Wednesday, January 4, 2012

Sermonizing, Literature and Currency



One of Melville's most stirring literary contemporaries was Henry Ward Beecher, a preacher at a Brooklyn mega-church frequented by the high and mighty of the 19th century. Beecher was not just a preacher: he was an icon, a scion, a bit of a rascal, and a movement all his own, credited with enormous influence among first abolitionists, then suffragettes, and later advocates of immigration. Presidents came to him, and his sermons could break people with their withering, influential criticism. It is worth a look at Debby Applegate's well-titled book, The Most Powerful Man in the Country, for a bit more on Beecher. His sister, Harriet Beecher Stowe, wrote one of the best-selling works of all American fiction, published the same year as Moby Dick, and his father was credited with launching the Second Great Awakening, a religious movement that helped define the century for the country. Henry Ward Beecher's sermons were printed and disseminated like dime-store novels; he was born in Litchfield, a town along the road between Melville's place in Pittsfield and Melville's haunts in New York.

I call Beecher a literary contemporary of Melville's, even though his only true claims to fame were his sermonizing and his indiscretions. To what extent were Beecher's sermons literature, and to what extent philosophy, religion, essays or politics? Clearly, they were dramatic, they were embellished, they were fanciful and imaginative, and, even more certainly, they were deeply entertaining. Beecher's Brooklyn church likely offered higher-brow acting than the new, rowdy theatres over on Broadway. Beecher's sister wrote a novel, a best-seller, and it was perhaps preachier and less entertaining than any sermon he ever wrote. America's nascent literary life was in many ways more diverse and less compartmentalized than you see today; we do not mistake our church for entertainment or our novels for religion anymore. There was something about America at the time that made it hard for us to separate our sermons, our essays, and our fiction: as in Moby Dick, they all jumbled together sometimes.

Melville's book includes fictitious sermonizing in the amazing Father Mapple's sermon. Ishmael's visit to Father Mapple's church is a very clear early sign that we will be seeped in the divine in the upcoming pages. The story of Jonah is greatly embellished by Father Mapple, who adds far more color than is present in the simple biblical story. In Father Mapple's hands, for example, Jonah is ready to overpay for his journey, in a manner which gives great reason for suspicion. Focus on the payment issue; Ishmael has already waxed on the beauties of being paid for his sail, and he will soon be negotiating his price, and much of what comes next will focus on the intersection of commerce and divinity. Likewise, the captain and the boat crew, bare sketches in the Biblical version, let us into their heads in Father Mapple's sermon as they speculate on Jonah's sins and prepare to mob and toss him. There are plenty of models for Mapple, and I do not want to propose Henry Ward Beecher as somehow the singular model, but they both were of a type, they both embellished and fictionalized the word of God for the entertainment and edification of their congretations.

As we read Father Mapple's sermon, I'd suggest remembering two key things that won't be obvious in the text: First, Melville was not befriended by these sermonizers; he lived in fear of them and he earned their wrath with his depiction of missionaries in his early books. The scenes of Ishmael and Queequeg that bookend the sermons were dangerous ones in a world where these preachers roamed. Second, there will be a pair to this sermon later on, when a not dissimilar sermon is delivered to hungry, attacking sharks in "Stubb's Supper" in one of the funniest passages in all of Moby Dick. Mark Father Mapple well; even if this is the last you see of him in body, he will reappear in spirit.

Another point to mark here on these preachers is the outsized roll they and their sermons play in American culture of the time. Melville's astonishing collection of literary techniques (the book is almost a show-room of them) and his melding of fact, fiction, and the in-between seem presciently modern. However, America produced few worthy 19th century examples of the classic form mastered by Dickens, Austen and others. American literature produced Irving's tales, Poe's oddities, Whitman's revelries, and Beecher's blasts. The strange brew of Moby-Dick perhaps seems a bit less out of place in this wild world than it does in the more compartmentalized British world of 19th century novel writers.

That statute of Henry Ward Beecher in the photo is one I passed most every day I had literature classes in college; he loomed above us on the way, staring us down as we walked up that hill, taking his measure of us as we nervously took our measure of him. More than once I thought of Father Mapple as I climbed that hill, as Father Mapple was my own pre-established image of a 19th century American preacher.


> [Task requirements] Lines containing the word "naturalgas" are to be copied from the data below.

> [Data for processing]

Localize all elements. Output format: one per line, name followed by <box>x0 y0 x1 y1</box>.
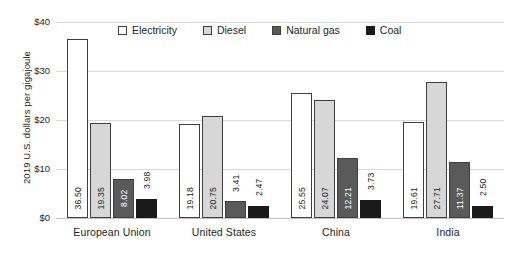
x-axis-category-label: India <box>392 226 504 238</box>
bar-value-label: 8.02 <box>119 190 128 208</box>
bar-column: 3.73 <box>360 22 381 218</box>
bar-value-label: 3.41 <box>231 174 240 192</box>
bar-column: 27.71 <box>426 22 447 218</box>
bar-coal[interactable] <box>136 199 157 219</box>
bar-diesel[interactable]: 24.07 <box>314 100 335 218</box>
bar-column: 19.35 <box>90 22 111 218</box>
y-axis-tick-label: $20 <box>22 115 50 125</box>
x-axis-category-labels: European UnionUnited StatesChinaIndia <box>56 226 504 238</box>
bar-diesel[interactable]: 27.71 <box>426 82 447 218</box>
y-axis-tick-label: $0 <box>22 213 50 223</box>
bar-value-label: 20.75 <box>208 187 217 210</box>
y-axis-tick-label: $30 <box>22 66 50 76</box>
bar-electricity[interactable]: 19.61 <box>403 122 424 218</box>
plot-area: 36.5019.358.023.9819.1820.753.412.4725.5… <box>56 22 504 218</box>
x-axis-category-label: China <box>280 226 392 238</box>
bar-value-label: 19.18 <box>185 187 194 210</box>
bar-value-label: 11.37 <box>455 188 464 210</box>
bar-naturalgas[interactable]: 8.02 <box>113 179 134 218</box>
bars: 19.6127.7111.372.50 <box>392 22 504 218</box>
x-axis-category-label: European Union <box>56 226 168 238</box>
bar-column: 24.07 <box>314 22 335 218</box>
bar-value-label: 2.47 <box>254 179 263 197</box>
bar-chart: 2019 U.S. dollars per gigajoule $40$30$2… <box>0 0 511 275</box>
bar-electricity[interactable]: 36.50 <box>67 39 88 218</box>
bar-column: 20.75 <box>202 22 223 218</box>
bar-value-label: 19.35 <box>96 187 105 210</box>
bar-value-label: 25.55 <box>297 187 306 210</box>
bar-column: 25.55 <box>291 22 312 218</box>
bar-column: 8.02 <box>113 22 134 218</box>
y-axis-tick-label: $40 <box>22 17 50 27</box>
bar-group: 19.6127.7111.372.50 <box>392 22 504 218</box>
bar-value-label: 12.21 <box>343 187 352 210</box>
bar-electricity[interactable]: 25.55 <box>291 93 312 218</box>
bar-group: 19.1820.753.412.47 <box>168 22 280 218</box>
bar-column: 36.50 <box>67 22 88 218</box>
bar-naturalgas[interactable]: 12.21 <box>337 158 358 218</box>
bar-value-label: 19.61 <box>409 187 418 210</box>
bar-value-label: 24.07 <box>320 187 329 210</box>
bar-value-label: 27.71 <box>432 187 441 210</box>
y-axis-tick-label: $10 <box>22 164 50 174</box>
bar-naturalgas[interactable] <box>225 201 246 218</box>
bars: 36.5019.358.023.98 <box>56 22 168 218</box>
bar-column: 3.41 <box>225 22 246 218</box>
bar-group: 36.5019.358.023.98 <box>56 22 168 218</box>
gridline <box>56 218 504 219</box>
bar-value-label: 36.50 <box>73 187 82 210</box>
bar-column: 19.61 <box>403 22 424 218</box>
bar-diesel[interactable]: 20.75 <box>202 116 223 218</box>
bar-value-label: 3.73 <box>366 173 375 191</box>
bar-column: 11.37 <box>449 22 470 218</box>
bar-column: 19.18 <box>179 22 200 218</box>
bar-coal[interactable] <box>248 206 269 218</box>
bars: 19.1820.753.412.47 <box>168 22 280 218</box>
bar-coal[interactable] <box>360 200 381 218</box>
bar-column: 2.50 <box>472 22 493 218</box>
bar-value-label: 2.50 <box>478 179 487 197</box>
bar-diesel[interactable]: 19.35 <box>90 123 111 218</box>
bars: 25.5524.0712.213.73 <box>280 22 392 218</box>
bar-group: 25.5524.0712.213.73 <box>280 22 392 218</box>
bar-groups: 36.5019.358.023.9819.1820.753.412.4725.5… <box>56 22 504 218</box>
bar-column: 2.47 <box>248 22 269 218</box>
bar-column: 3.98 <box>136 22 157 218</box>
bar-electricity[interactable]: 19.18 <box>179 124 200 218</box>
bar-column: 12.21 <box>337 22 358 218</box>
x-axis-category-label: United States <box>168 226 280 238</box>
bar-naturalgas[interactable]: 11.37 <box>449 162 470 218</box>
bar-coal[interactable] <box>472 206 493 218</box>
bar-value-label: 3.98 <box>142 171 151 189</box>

> [Output of the task]
bar-naturalgas[interactable]: 8.02 <box>113 179 134 218</box>
bar-naturalgas[interactable]: 12.21 <box>337 158 358 218</box>
bar-naturalgas[interactable] <box>225 201 246 218</box>
bar-naturalgas[interactable]: 11.37 <box>449 162 470 218</box>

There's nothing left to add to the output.